In this report from LSM 2012 in Geneva I will report about
  1. Medical imaging using Debian
  2. Debian Med packaging workshop
  3. Integration of VistA into Debian
  4. Other interesting talks
Medical imaging using Debian There were about 10 attendees basically upstream developers of medical imaging software. The talk got some attention and the message to include even more medical imaging software into Debian was well percived. Thanks to Mathieu Malaterre there was some live demonstration which was way easier for him as a medical imaging expert than it would have been for me.
Debian Med packaging workshop Due to my advertising in the talk yesterday three students (two of them from one medical imaging project, one from an other project) attended the workshop. Thanks to Axel Beckert who helped me out surviving the challenge to walk on unexplored ground.

The idea of the workshop was to ask the attendees to name a package of their own and just package this.
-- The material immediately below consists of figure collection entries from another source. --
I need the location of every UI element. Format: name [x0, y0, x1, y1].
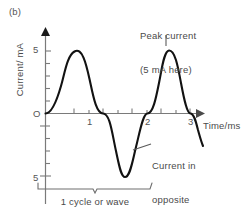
x-axis-label: Time/ms — [203, 120, 240, 131]
y-axis-label: Current/ mA — [14, 34, 25, 106]
y-tick-label-negative-5: 5 — [33, 172, 38, 183]
y-tick-label-positive-5: 5 — [33, 44, 38, 55]
cycle-bracket-label: 1 cycle or wave — [38, 196, 152, 207]
peak-current-annotation-line2: (5 mA here) — [140, 64, 196, 75]
x-tick-label-2: 2 — [145, 116, 150, 127]
peak-current-annotation-line1: Peak current — [140, 30, 196, 41]
x-tick-label-1: 1 — [87, 116, 92, 127]
panel-label: (b) — [9, 6, 21, 17]
opposite-direction-annotation: Current in opposite direction — [152, 138, 196, 222]
x-tick-label-3: 3 — [188, 116, 193, 127]
cycle-bracket — [38, 183, 152, 193]
x-axis — [45, 109, 205, 118]
opposite-direction-annotation-line2: opposite — [152, 194, 196, 205]
origin-tick-label: O — [33, 108, 40, 119]
figure-container: (b) Current/ mA Time/ms O 5 5 1 2 3 Peak… — [0, 0, 249, 222]
peak-current-annotation: Peak current (5 mA here) — [140, 8, 196, 98]
y-axis — [41, 27, 50, 204]
x-axis-ticks — [74, 109, 190, 114]
opposite-direction-annotation-line1: Current in — [152, 160, 196, 171]
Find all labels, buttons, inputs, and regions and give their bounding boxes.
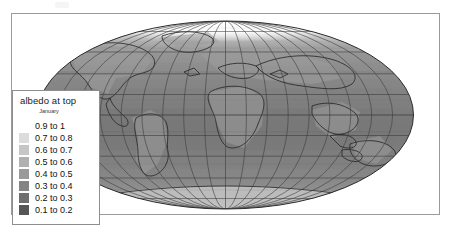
legend-swatch [19, 121, 29, 131]
legend-row: 0.4 to 0.5 [13, 168, 99, 180]
legend-label: 0.7 to 0.8 [35, 133, 73, 143]
legend-label: 0.9 to 1 [35, 121, 65, 131]
legend-label: 0.6 to 0.7 [35, 145, 73, 155]
legend-swatch [19, 157, 29, 167]
legend-swatch [19, 145, 29, 155]
scan-artifact [55, 2, 69, 8]
legend-swatch [19, 181, 29, 191]
legend-swatch [19, 205, 29, 215]
legend-row: 0.7 to 0.8 [13, 132, 99, 144]
legend-swatch [19, 169, 29, 179]
legend-label: 0.4 to 0.5 [35, 169, 73, 179]
legend-swatch [19, 133, 29, 143]
legend-label: 0.5 to 0.6 [35, 157, 73, 167]
legend-label: 0.2 to 0.3 [35, 193, 73, 203]
legend-row: 0.5 to 0.6 [13, 156, 99, 168]
legend-label: 0.3 to 0.4 [35, 181, 73, 191]
legend-row: 0.9 to 1 [13, 120, 99, 132]
legend-swatch [19, 193, 29, 203]
legend-title: albedo at top [13, 95, 99, 107]
legend-row: 0.1 to 0.2 [13, 204, 99, 216]
legend-label: 0.1 to 0.2 [35, 205, 73, 215]
map-legend: albedo at top January 0.9 to 10.7 to 0.8… [12, 90, 100, 225]
legend-subtitle: January [13, 107, 99, 115]
legend-row: 0.3 to 0.4 [13, 180, 99, 192]
figure-container: albedo at top January 0.9 to 10.7 to 0.8… [0, 0, 455, 231]
legend-items: 0.9 to 10.7 to 0.80.6 to 0.70.5 to 0.60.… [13, 120, 99, 216]
chart-frame: albedo at top January 0.9 to 10.7 to 0.8… [11, 13, 440, 215]
legend-row: 0.2 to 0.3 [13, 192, 99, 204]
legend-row: 0.6 to 0.7 [13, 144, 99, 156]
Because two of the attendees were upstream developers of CreaTools we decided to go on for packaging this. After circumeventing some pitfalls in the beginning it went rather smoothly and after about 2.5 hours we were able to commit some initial packaging to the Debian Med Git repository which comes quite close to a ready package (perhaps some split into a library and a development package needs to be done and for sure testing is needed).
Quoting Frederic Cervenansky, upstream of CreaTools
Thanks for your work. Your workshop was very interesting and didactic: a relevant discussion between Claire and me for the future of Creatools has emerged from the difficulties you encountered to package creatools. I will try, before the end of the month, to fully package creatools. And for sure, I will contact the debian-med mailing list.
Integration of VistA into Debian I had the good chance to directly address some issues of Claudio Zaugg the speaker in the talk Implementing open source Health Information Systems in Low- and Middle Income Countries a practical review directly before mine. It turned out that by using Debian packaged software might help simplifying the issues they had in supporting health care workers in Low- and Middle Income Countries.
My talk was partly repeating some basic ideas about Debian Med from the talk on Monday because the audience was completely different. Than I tried to explain in detail how we tried hard to establish good contacts to upstream developers and why this is essential to finalise the goal to include hospital information systems straight into Debian any by doing so open the doors of hospitals for large scale Debian installations.
There is also video recording of this talk. Other interesting talks OpenEMR, a multi-language free open source electronic health record for international use Just discussed the packaging of OpenEMR which is prepared for Debian Med as it can be seen on our tasks page. The contact to the creator of some inofficial package will be established to finalise this task.
OpenFovea : when open-source and biophysical research get married Just another target for Debian Med popped up in this talk to further enhance Debian Med in covering all issues of medical care on one hand and on the other hand helping upstream authors to distribute their code
more effectively.
Collaborative software development for nanoscale physics The talk would have fit very nicely into the Debian Science workshop at ESRF (European Synchrotron Radiation Facility) in Grenoble because it was about ETRF (European Theoretical Radiation Facility). At previous LSM events I had just talked with Yann and the work to include their software into Debian is on its way.
Free software and High Performance Computing This talk was not directly connected to my Debian work but I simply enjoyed to see how "two people" had a really entertaining talk about Top 500 computers. Vittoria, you made my last day at LSM.